Sunday, June 3, 2012

Jet Setter Jet Lagger

The month of my 23rd birthday has arrived. 23 is kind of a blah year, so I want to make it special for myself because, well, I'm special. I officially want to buy myself a plane ticket to somewhere, but, help! I'm not a vacation person, and thus, I have many, many unused vacation days for work that will just disappear if I don't cash in. This is an emergency. 

I have rules. Everyone's allowed to have standards right? Here are mine:

No places I've already visited:
Going to a restaurant and ordering the same sandwich every time is one thing, but not taking the opportunity to try a new country when I really have nothing to lose is quite another. I am a Latin America enthusiast by trade and blood, and I really would love to go back to LA+C, but: Dominican Republic, Chile, Brazil, Jamaica, Peru, Uruguay, Argentina, Ecuador--love you betches, but you're disqualified.

No "neutral" countries:
I'm looking at you, Switzerland. You think you're better than everyone else and I totally see through your peace-loving, humanitarian-oriented foreign policy façade. It's like when people say they don't judge other Facebooks, it's just not true. Everyone does and I refuse to hear another word about it. 

No landlocked countries:
I'm not going. I'm just. Not. Going. It creeps me out. I have no good explanation for why, and I'm not ashamed to say so. 
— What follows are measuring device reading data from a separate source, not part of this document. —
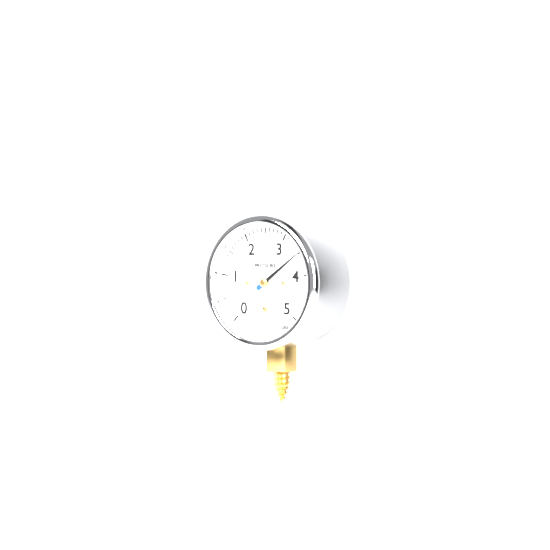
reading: 3.5 psi
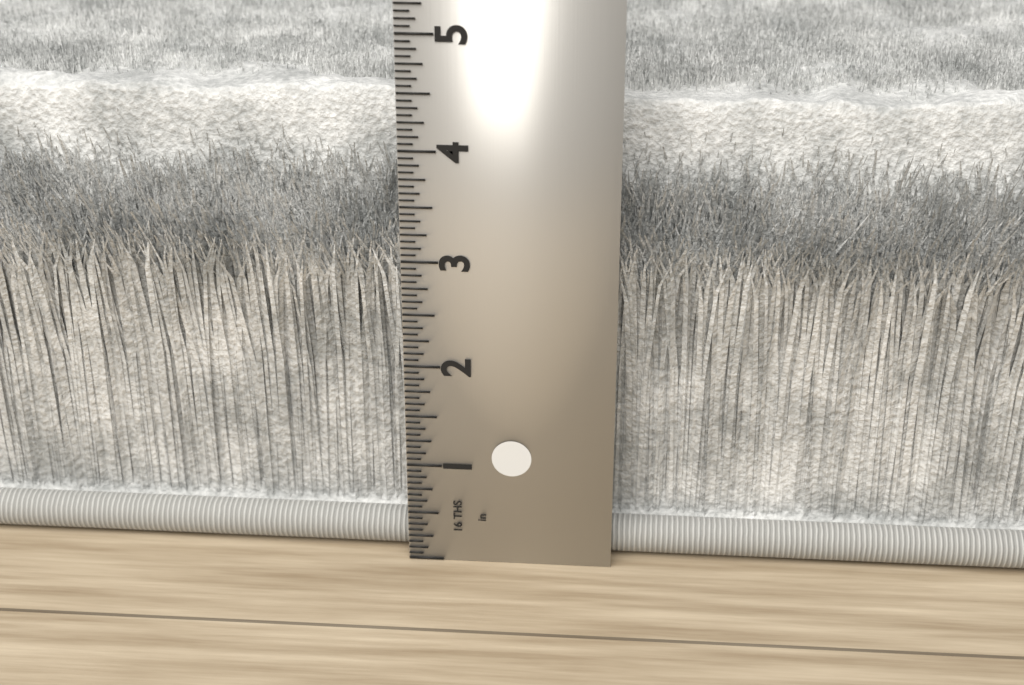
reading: 4.3750 in
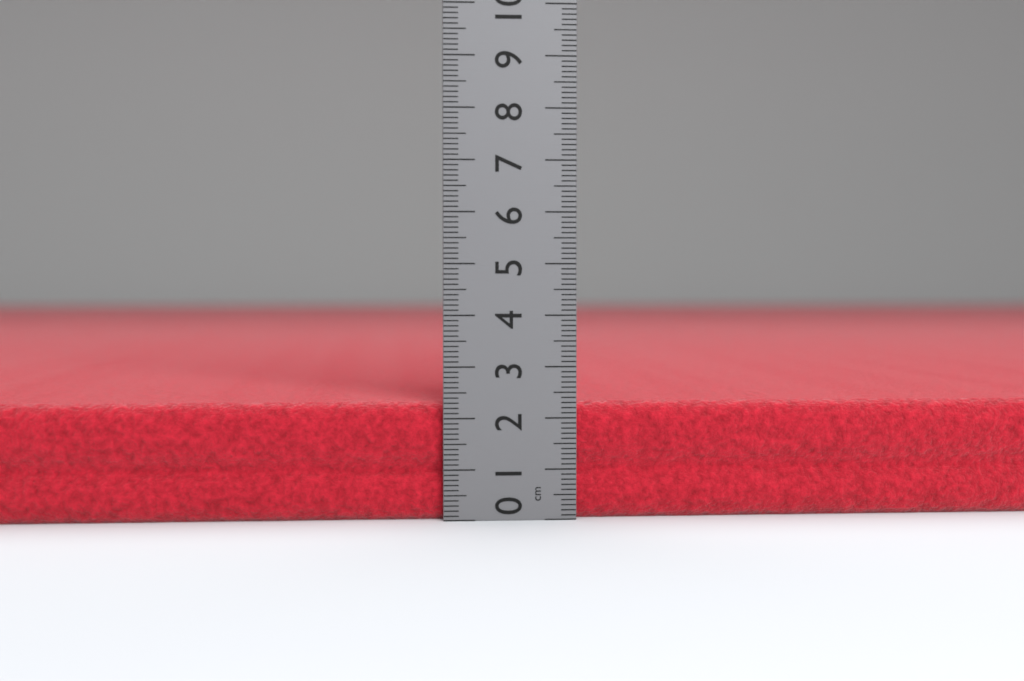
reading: 2.3 cm
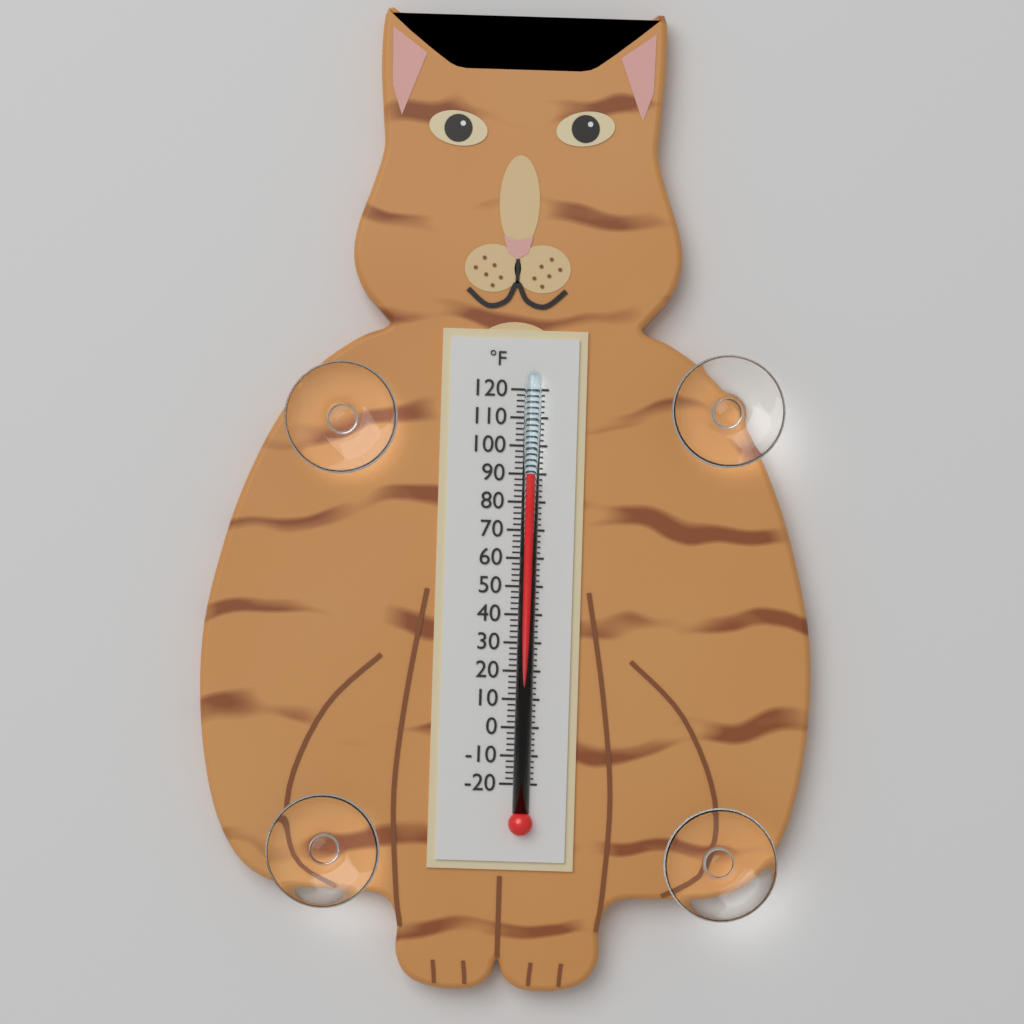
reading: 90 °F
No countries on the verge of default:
I know that many of the places I've already visited have actually defaulted in the past but...this is a new rule. Get your shit together. You are a risky investment of my time.

No insane visa prices:
Let's keep it below $150. Brazil was a little pricey--but it's good for 10 years so it doesn't seem such a waste. Going to Lake Titicaca in Bolivia while I was in South America would have cost me $170. Whatever--it's landlocked anyway. Sorry I'm not sorry that you keep your navy in a lake incase somebody decides to give you access to the sea, Bolivia. Going to Peru, on the other hand, only cost me about $2, but that was probably because my friends and I took a taxi that drove us right to the border and then took our passports away to a secret room for some reason. Seemed unsavory, but the price was right.

I have no real agenda for my travel--I just want to BE somewhere and explore for myself. I need somewhere with some respectable eco-tourist options. I'm also open to the idea of voluntouring, but it would need to be legit. I'm not going to give money to volunteer for an orphanage that doesn't exist, so...

This is a plea to anyone who reads my blog: Please, please, please help me decide my next adventure! It could be kind of like reading a Goosebumps "choose your own adventure" book, except no haunted carnivals please.